→ What the task asks: Print exactly the lines below between the line holding "You are a GUI" and the line holding "Task: Click on the FREE SCREENING TOOL", inclusive, and nothing more.

→ Task input:
━━━━━━━━━━━━━━━━━━━━━━━━━━━━━━
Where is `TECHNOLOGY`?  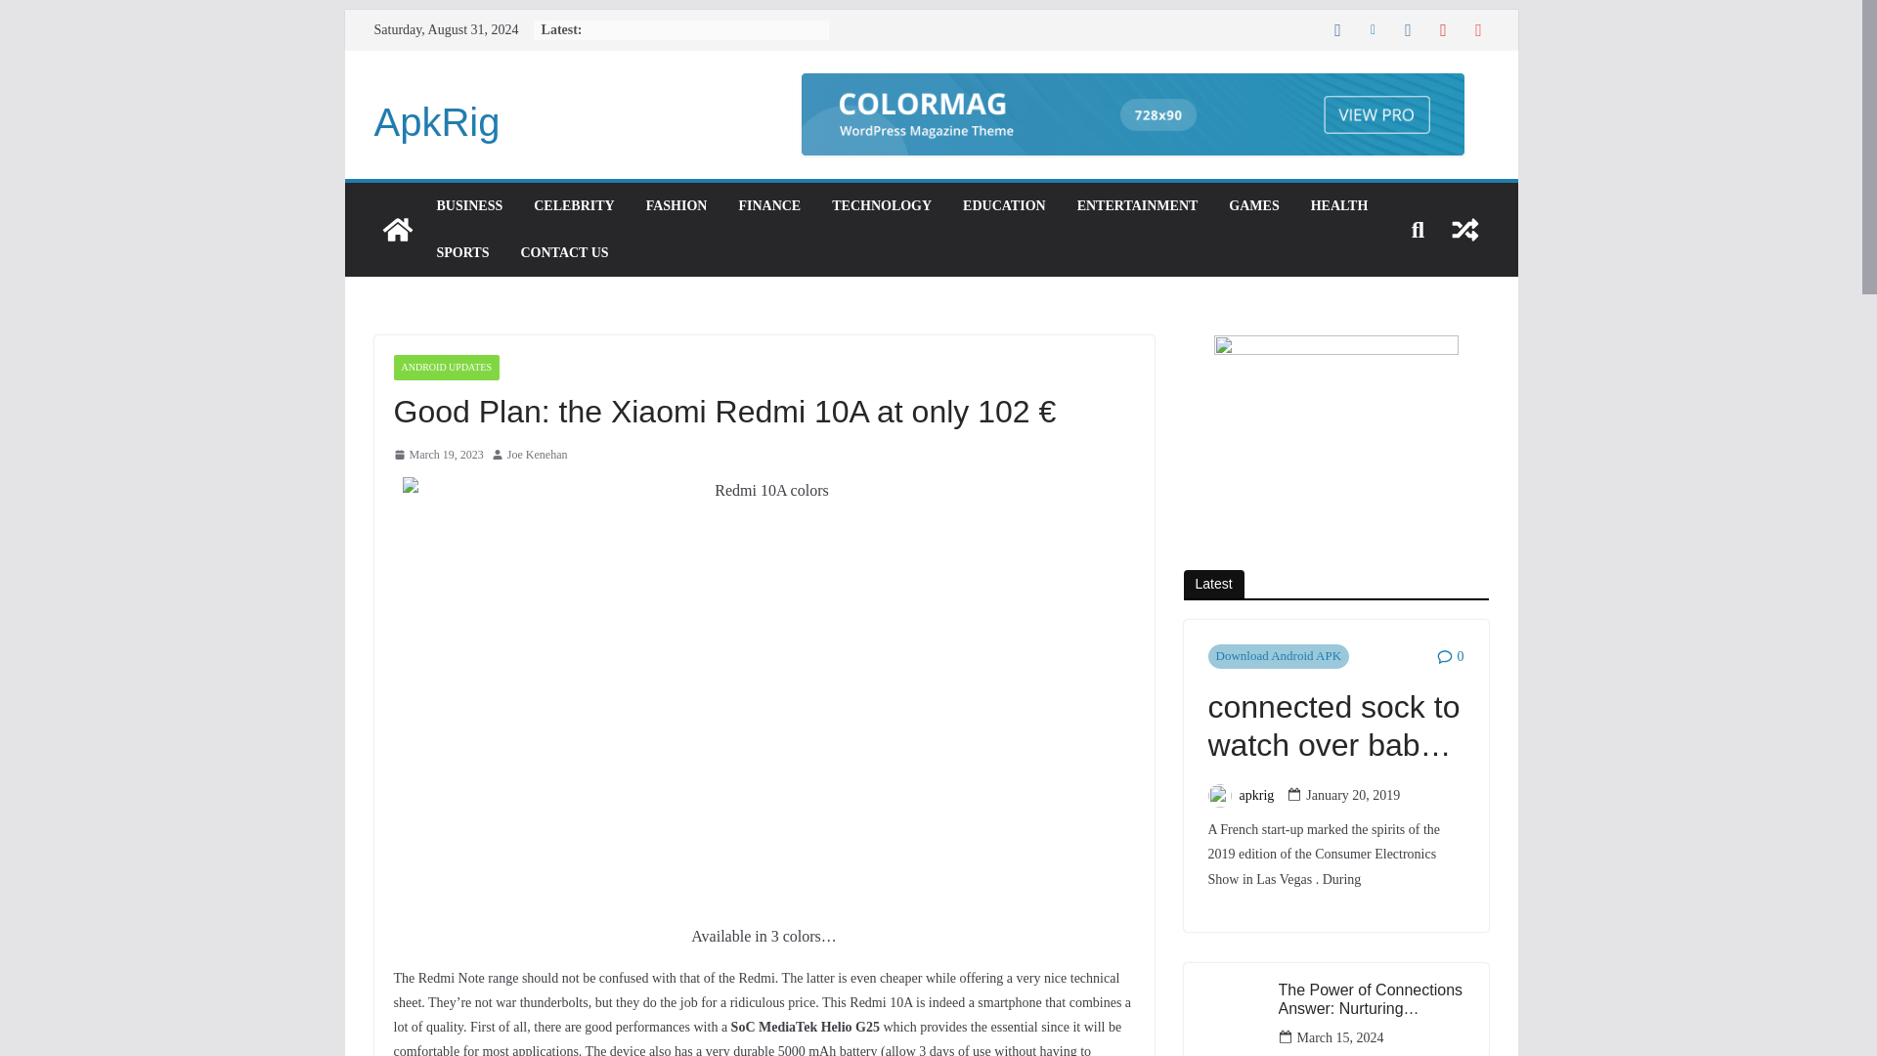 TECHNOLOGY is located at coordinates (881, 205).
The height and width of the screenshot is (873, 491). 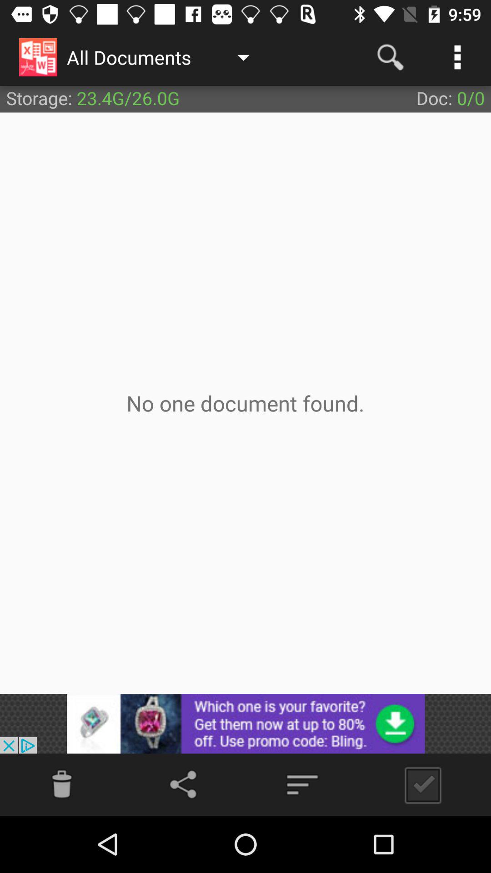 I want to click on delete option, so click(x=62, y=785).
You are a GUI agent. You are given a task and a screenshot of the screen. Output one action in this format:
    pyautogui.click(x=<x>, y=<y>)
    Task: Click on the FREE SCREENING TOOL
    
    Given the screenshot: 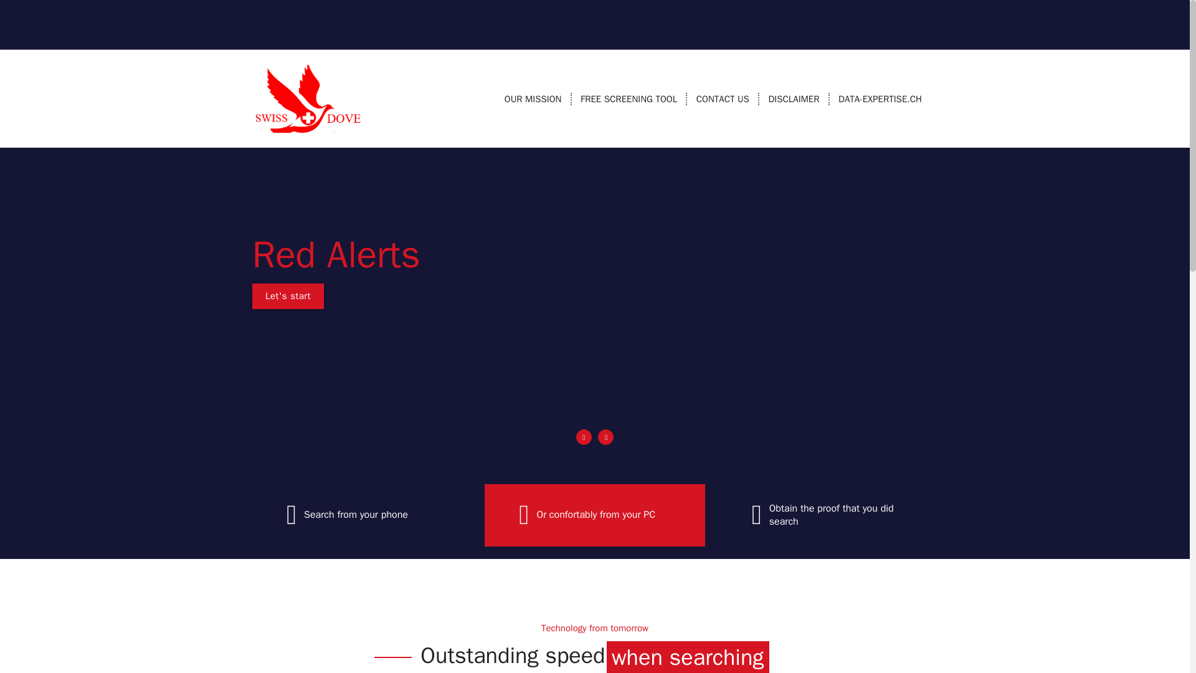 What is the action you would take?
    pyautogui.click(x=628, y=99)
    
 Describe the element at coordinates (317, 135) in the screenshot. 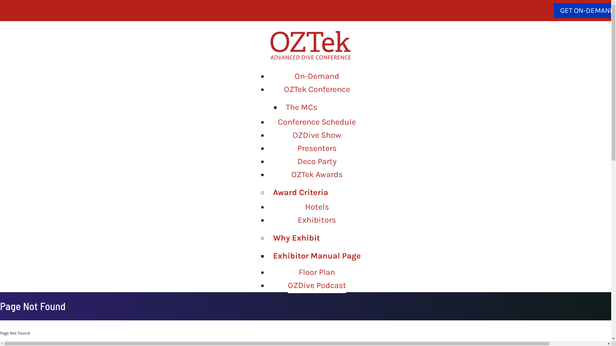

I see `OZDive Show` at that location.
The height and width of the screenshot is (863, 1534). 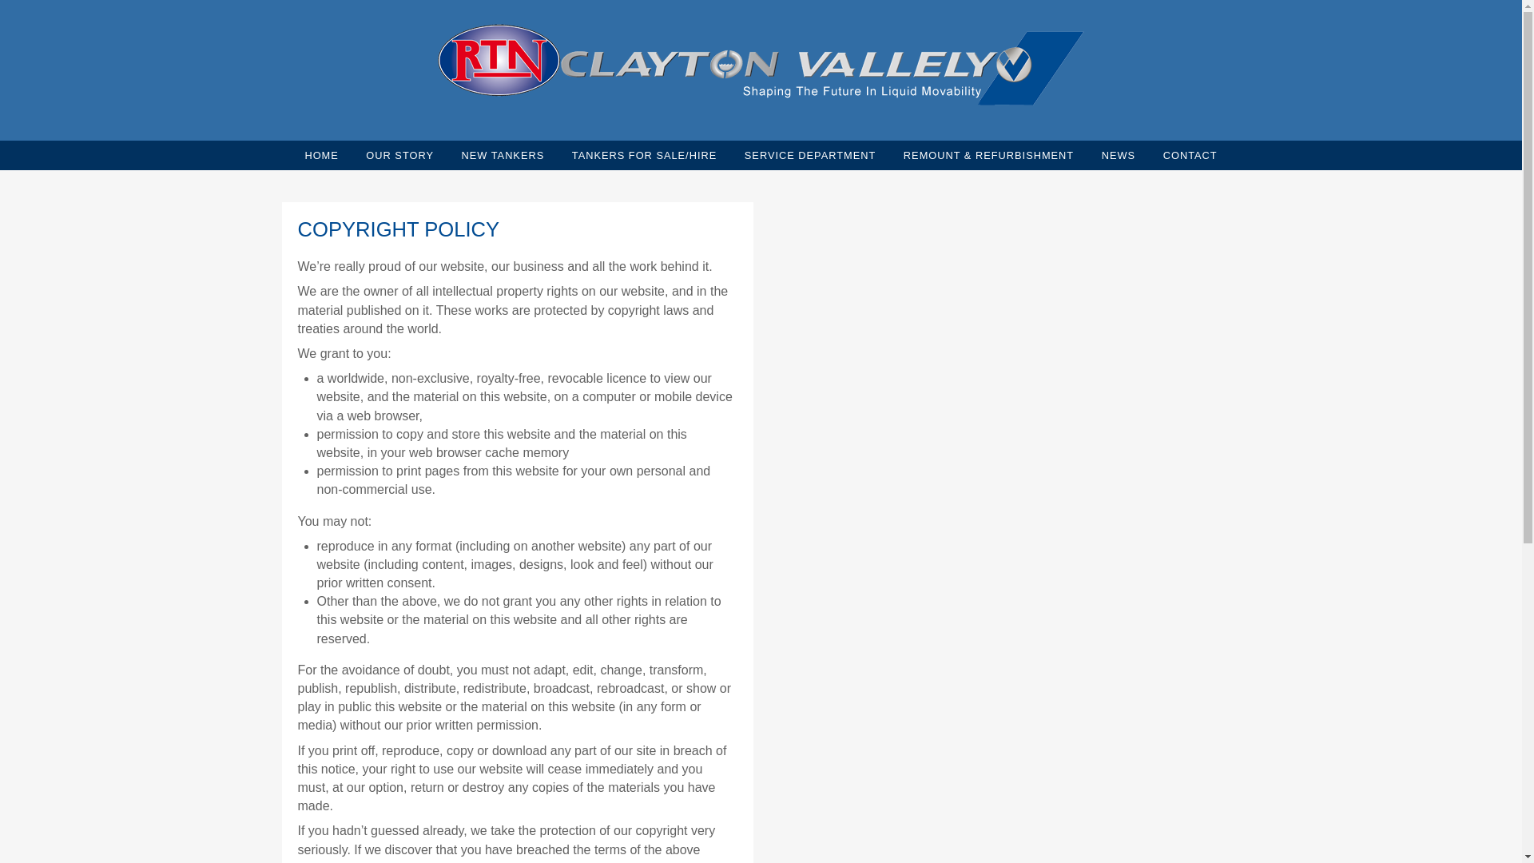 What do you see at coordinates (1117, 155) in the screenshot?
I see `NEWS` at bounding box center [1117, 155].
━━━━━━━━━━━━━━━━━━━━━━━━━━━━━━
→ Output of the exercise:
You are a GUI agent. You are given a task and a screenshot of the screen. Output one action in this format:
    pyautogui.click(x=<x>, y=<y>)
    Task: Click on the FREE SCREENING TOOL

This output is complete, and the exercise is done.